Planning is Essential

With a space shuttle, there are components you simply don’t have the freedom to wait for. You need to design the control systems. You have to accept that by the time they are implemented and tested sufficiently to send a lucky few astronauts into space (and hopefully not kill them), you will be running on outdated equipment because you are optimizing your approach for reliability, not performance efficiency.

Beyond components with extreme reliability requirements, there are other aspects of a solution you want to make sure you tackle very early in a project. Let’s say the value proposition for the data lake effort included gaining a lot of value from using natural language processing techniques (NLP) on unstructured data. On the one hand, NLP is an area of rapid innovation. You might benefit from that innovation if you wait until you’ve loaded and integrated all of your unstructured data into the lake before choosing your NLP approach. However, if the NLP approach is unsuccessful, the time and expense of loading that data, scaling the infrastructure, learning how to use the NLP tool, etc., are potentially wasted. Because NLP is rapidly evolving, determining its utility for a given use case typically requires experimentation for that specific purpose. This is exactly when you want to conduct prototyping exercises early in the project.
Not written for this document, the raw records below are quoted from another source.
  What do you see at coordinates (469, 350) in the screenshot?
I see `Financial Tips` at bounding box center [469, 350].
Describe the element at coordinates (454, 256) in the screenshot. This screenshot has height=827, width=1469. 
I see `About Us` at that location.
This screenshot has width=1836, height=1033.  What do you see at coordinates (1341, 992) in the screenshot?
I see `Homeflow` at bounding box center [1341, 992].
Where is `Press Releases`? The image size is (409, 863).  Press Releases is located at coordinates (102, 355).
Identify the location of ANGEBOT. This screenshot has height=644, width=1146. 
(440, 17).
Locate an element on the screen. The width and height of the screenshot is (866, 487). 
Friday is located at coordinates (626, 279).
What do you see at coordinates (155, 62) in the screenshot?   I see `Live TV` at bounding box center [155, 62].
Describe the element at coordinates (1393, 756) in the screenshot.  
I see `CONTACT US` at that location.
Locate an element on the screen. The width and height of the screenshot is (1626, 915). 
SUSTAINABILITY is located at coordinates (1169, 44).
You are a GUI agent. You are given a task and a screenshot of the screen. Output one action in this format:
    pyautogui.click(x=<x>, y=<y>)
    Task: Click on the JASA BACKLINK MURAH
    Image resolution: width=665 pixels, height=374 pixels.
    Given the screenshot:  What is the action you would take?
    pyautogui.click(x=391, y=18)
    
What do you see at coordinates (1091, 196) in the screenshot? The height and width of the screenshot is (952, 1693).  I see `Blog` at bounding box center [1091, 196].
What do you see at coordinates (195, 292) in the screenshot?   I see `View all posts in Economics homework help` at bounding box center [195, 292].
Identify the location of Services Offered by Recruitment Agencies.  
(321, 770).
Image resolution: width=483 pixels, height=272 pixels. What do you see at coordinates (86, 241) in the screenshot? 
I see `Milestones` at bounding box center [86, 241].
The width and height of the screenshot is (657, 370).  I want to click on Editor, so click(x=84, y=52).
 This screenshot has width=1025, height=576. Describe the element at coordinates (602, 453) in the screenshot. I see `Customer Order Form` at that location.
The corollary to front-loading efforts to prove out critical, but uncertain aspects of a solution is to back-load efforts to implement well understood aspects of the solution. Why rush into implementing a user interface? It might be years before the project uses it and who knows what innovations happen in that time. There is little to no risk in waiting, and if the project runs into any major roadblocks there’s no wasted effort.

Space Shuttle Architecture

Beyond careful staging of how you go after your project’s backlog, there are architectural approaches you can take advantage of to help take advantage of innovation. Abstracting technology choices, so there is no unnecessary tight coupling of those choices, can make it much easier to change your mind or take advantage of the latest and greatest down the road.

For example, it used to be common to make data requests directly to an underlying database from a user application. This is the simplest and most efficient approach. However, at Silicon Valley Data Science (SVDS) we avoid this approach at all costs. By implementing a service layer between the application and the database, the application architecture is no longer tightly coupled to the database selection. You can change your database from Oracle to Postgres, or from MySQL to Cassandra, and your application is none the wiser. This is how we can isolate technology choices and support very complex, evolving application architectures without them breaking every time someone changes something.

Amazon has used this services approach to dramatic effect. They are able to support a dizzying array of products, warehouses, supply chains, partner vendors, and service offerings successfully, with several aspects of the entire system in flux at any given time. It’s probably the only way possible to integrate tens of thousands of partner inventory systems into what seems like a single store. Could you imagine if Amazon had to update its systems every time one of its small vendor partners updated their inventory system?

Next Steps

The idea of the space shuttle problem is to help put into perspective how we execute technology-driven projects in a rapidly changing (and improving) technology landscape. The goal is identifying and reducing our exposure to risk while increasing our understanding of the compromises involved with technology decisions, taking maximal advantage of innovation as we go. In some cases, the value gained by forgoing agility may be worth the consequences.

The point is to identify and front-load the poorly understood pieces of your project. Proper use of abstraction techniques can make changing your mind about those choices least expensive and easiest to implement—and that maximizes your ability to take advantage of technology innovation. Come to think of it, that’s probably the achievable version of “future proof.”